Novartis complex to fuse art, technology

Cambridge OK’s $600m project

December 08, 2011|By Casey Ross, Globe Staff

In a part of Cambridge filled with hulking science labs, Swiss medical giant Novartis AG is building a striking glass and granite building designed by noted architect Maya Lin.

Lin is among several prominent designers Novartis hired to create a $600 million three-building laboratory and office complex that will be the centerpiece of its worldwide research operations based in Cambridge.

Clad in glass, terra cotta, and granite, the complex will also include retail shops to fill in a large hole in the commercial strip along Massachusetts Avenue, as well as a 1.35-acre park adjacent to the Massachusetts Institute of Technology.

Lin’s concept is a building that gradually rises along Massachusetts Avenue, with a main entry and an interior courtyard filled with trees and meandering pathways.

“I wanted this to feel not like an isolated island, but something penetrable for everyone from MIT to walk around,’’ said Mark Fishman, the president of the company’s Institutes for Biomedical Research.

“We want people to mix there just as they would at a university.’’

The Lin and other buildings were approved by the Cambridge Planning Board Tuesday night. Novartis has already begun site work on the property and expects to complete the complex in 2015.

Lin, who came to prominence for designing the Vietnam Veterans Memorial in Washington, D.C., in 1982, said she wanted the Novartis complex to improve the connection between Central Square and the Charles River by filling the now-barren strip of concrete with more active uses and landscaping.

The facade of her building on Massachusetts Avenue will be covered with the same type of light-gray granite that was used to construct Quincy Market at Faneuil Hall and many of the bridges in the area.

“The idea is to have the New England stone wall come out of the landscape and gently float up’’ to balance the generous amounts of glass used elsewhere in the complex, Lin said. “We’re trying to create something almost more campuslike in scope and feel. It’s very noncorporate.’’

The new Novartis property is one of many efforts by global biotechnology firms to build stronger connections to MIT to improve recruiting and research collaboration. Novartis itself already has several well-established ventures, one a $65 million, 10-year deal with MIT for research into revolutionizing the process of manufacturing medicines. Another 10-year pact is with Dana-Farber Cancer Institute on cancer research.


Type the records out again in full, exactly.
== TASK MATERIAL
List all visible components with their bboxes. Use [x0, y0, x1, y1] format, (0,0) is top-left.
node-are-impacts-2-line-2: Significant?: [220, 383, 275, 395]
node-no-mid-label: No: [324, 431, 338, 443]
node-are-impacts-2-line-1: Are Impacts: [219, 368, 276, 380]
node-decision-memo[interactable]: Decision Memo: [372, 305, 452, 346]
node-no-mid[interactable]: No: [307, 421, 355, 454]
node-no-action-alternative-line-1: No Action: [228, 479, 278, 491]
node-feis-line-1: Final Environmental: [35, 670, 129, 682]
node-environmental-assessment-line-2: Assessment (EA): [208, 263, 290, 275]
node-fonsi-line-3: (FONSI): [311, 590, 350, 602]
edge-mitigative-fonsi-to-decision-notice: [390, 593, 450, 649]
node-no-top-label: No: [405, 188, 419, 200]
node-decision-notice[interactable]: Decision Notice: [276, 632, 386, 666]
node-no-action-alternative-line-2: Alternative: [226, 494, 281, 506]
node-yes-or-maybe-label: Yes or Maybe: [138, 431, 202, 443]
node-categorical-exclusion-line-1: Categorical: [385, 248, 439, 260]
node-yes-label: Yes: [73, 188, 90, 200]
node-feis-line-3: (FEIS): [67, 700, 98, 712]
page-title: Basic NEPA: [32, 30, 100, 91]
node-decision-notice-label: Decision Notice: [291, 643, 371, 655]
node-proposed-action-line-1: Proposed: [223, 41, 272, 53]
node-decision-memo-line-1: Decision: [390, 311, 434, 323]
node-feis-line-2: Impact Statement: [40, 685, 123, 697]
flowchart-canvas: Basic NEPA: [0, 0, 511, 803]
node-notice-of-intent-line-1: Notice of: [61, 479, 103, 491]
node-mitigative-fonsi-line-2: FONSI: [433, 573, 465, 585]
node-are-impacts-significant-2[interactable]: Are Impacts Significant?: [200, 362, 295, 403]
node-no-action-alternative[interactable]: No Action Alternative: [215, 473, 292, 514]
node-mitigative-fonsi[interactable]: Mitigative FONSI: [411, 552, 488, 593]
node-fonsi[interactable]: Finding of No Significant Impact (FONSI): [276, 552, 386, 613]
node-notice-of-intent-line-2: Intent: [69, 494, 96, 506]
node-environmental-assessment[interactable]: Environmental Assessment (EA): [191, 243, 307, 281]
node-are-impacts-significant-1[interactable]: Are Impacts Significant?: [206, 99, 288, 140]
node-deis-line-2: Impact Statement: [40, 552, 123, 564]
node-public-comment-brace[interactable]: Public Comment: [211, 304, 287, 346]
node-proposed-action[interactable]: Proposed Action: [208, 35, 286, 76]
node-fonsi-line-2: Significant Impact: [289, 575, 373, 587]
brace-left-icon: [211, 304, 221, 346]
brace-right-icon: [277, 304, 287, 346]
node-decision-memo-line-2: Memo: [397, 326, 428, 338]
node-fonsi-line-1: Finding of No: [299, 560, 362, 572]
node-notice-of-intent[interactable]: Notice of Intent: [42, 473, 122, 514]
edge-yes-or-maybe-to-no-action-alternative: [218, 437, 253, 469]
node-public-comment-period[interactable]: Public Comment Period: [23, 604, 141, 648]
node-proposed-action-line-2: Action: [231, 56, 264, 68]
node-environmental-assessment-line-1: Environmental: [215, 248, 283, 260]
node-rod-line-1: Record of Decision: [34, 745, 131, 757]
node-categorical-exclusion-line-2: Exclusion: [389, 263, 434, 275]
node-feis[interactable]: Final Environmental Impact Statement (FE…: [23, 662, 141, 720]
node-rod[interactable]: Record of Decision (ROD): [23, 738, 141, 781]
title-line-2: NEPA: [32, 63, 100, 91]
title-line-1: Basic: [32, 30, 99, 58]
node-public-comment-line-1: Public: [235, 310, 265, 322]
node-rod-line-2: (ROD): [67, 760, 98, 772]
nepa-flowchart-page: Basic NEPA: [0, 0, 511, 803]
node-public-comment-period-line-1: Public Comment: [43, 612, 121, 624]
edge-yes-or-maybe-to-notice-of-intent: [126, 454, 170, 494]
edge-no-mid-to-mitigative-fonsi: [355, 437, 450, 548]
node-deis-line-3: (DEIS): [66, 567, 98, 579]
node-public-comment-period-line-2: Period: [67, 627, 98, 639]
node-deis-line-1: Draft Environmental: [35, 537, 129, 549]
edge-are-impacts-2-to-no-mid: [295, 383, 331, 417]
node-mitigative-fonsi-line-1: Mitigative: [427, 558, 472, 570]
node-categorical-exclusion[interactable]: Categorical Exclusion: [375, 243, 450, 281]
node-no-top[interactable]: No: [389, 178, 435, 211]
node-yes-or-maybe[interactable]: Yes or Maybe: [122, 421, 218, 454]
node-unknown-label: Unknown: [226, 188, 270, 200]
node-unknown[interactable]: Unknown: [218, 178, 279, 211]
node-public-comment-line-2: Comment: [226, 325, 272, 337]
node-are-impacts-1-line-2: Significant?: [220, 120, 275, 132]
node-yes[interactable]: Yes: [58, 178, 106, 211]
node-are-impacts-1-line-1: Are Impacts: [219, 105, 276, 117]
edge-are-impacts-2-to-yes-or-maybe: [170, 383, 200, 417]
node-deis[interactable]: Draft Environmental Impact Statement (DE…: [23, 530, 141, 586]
====
> RESPONSE FOR THIS EXERCISE:
List all visible components with their bboxes. Use [x0, y0, x1, y1] format, (0,0) is top-left.
node-are-impacts-2-line-2: Significant?: [220, 383, 275, 395]
node-no-mid-label: No: [324, 431, 338, 443]
node-are-impacts-2-line-1: Are Impacts: [219, 368, 276, 380]
node-decision-memo[interactable]: Decision Memo: [372, 305, 452, 346]
node-no-mid[interactable]: No: [307, 421, 355, 454]
node-no-action-alternative-line-1: No Action: [228, 479, 278, 491]
node-feis-line-1: Final Environmental: [35, 670, 129, 682]
node-environmental-assessment-line-2: Assessment (EA): [208, 263, 290, 275]
node-fonsi-line-3: (FONSI): [311, 590, 350, 602]
edge-mitigative-fonsi-to-decision-notice: [390, 593, 450, 649]
node-no-top-label: No: [405, 188, 419, 200]
node-decision-notice[interactable]: Decision Notice: [276, 632, 386, 666]
node-no-action-alternative-line-2: Alternative: [226, 494, 281, 506]
node-yes-or-maybe-label: Yes or Maybe: [138, 431, 202, 443]
node-categorical-exclusion-line-1: Categorical: [385, 248, 439, 260]
node-yes-label: Yes: [73, 188, 90, 200]
node-feis-line-3: (FEIS): [67, 700, 98, 712]
page-title: Basic NEPA: [32, 30, 100, 91]
node-decision-notice-label: Decision Notice: [291, 643, 371, 655]
node-proposed-action-line-1: Proposed: [223, 41, 272, 53]
node-decision-memo-line-1: Decision: [390, 311, 434, 323]
node-feis-line-2: Impact Statement: [40, 685, 123, 697]
flowchart-canvas: Basic NEPA: [0, 0, 511, 803]
node-notice-of-intent-line-1: Notice of: [61, 479, 103, 491]
node-mitigative-fonsi-line-2: FONSI: [433, 573, 465, 585]
node-are-impacts-significant-2[interactable]: Are Impacts Significant?: [200, 362, 295, 403]
node-no-action-alternative[interactable]: No Action Alternative: [215, 473, 292, 514]
node-mitigative-fonsi[interactable]: Mitigative FONSI: [411, 552, 488, 593]
node-fonsi[interactable]: Finding of No Significant Impact (FONSI): [276, 552, 386, 613]
node-notice-of-intent-line-2: Intent: [69, 494, 96, 506]
node-environmental-assessment[interactable]: Environmental Assessment (EA): [191, 243, 307, 281]
node-are-impacts-significant-1[interactable]: Are Impacts Significant?: [206, 99, 288, 140]
node-deis-line-2: Impact Statement: [40, 552, 123, 564]
node-public-comment-brace[interactable]: Public Comment: [211, 304, 287, 346]
node-proposed-action[interactable]: Proposed Action: [208, 35, 286, 76]
node-fonsi-line-2: Significant Impact: [289, 575, 373, 587]
brace-left-icon: [211, 304, 221, 346]
brace-right-icon: [277, 304, 287, 346]
node-decision-memo-line-2: Memo: [397, 326, 428, 338]
node-fonsi-line-1: Finding of No: [299, 560, 362, 572]
node-notice-of-intent[interactable]: Notice of Intent: [42, 473, 122, 514]
edge-yes-or-maybe-to-no-action-alternative: [218, 437, 253, 469]
node-public-comment-period[interactable]: Public Comment Period: [23, 604, 141, 648]
node-proposed-action-line-2: Action: [231, 56, 264, 68]
node-environmental-assessment-line-1: Environmental: [215, 248, 283, 260]
node-rod-line-1: Record of Decision: [34, 745, 131, 757]
node-categorical-exclusion-line-2: Exclusion: [389, 263, 434, 275]
node-feis[interactable]: Final Environmental Impact Statement (FE…: [23, 662, 141, 720]
node-rod[interactable]: Record of Decision (ROD): [23, 738, 141, 781]
title-line-2: NEPA: [32, 63, 100, 91]
title-line-1: Basic: [32, 30, 99, 58]
node-public-comment-line-1: Public: [235, 310, 265, 322]
node-rod-line-2: (ROD): [67, 760, 98, 772]
nepa-flowchart-page: Basic NEPA: [0, 0, 511, 803]
node-public-comment-period-line-1: Public Comment: [43, 612, 121, 624]
edge-yes-or-maybe-to-notice-of-intent: [126, 454, 170, 494]
edge-no-mid-to-mitigative-fonsi: [355, 437, 450, 548]
node-deis-line-3: (DEIS): [66, 567, 98, 579]
node-public-comment-period-line-2: Period: [67, 627, 98, 639]
node-deis-line-1: Draft Environmental: [35, 537, 129, 549]
edge-are-impacts-2-to-no-mid: [295, 383, 331, 417]
node-mitigative-fonsi-line-1: Mitigative: [427, 558, 472, 570]
node-categorical-exclusion[interactable]: Categorical Exclusion: [375, 243, 450, 281]
node-no-top[interactable]: No: [389, 178, 435, 211]
node-yes-or-maybe[interactable]: Yes or Maybe: [122, 421, 218, 454]
node-unknown-label: Unknown: [226, 188, 270, 200]
node-unknown[interactable]: Unknown: [218, 178, 279, 211]
node-public-comment-line-2: Comment: [226, 325, 272, 337]
node-are-impacts-1-line-2: Significant?: [220, 120, 275, 132]
node-yes[interactable]: Yes: [58, 178, 106, 211]
node-are-impacts-1-line-1: Are Impacts: [219, 105, 276, 117]
edge-are-impacts-2-to-yes-or-maybe: [170, 383, 200, 417]
node-deis[interactable]: Draft Environmental Impact Statement (DE…: [23, 530, 141, 586]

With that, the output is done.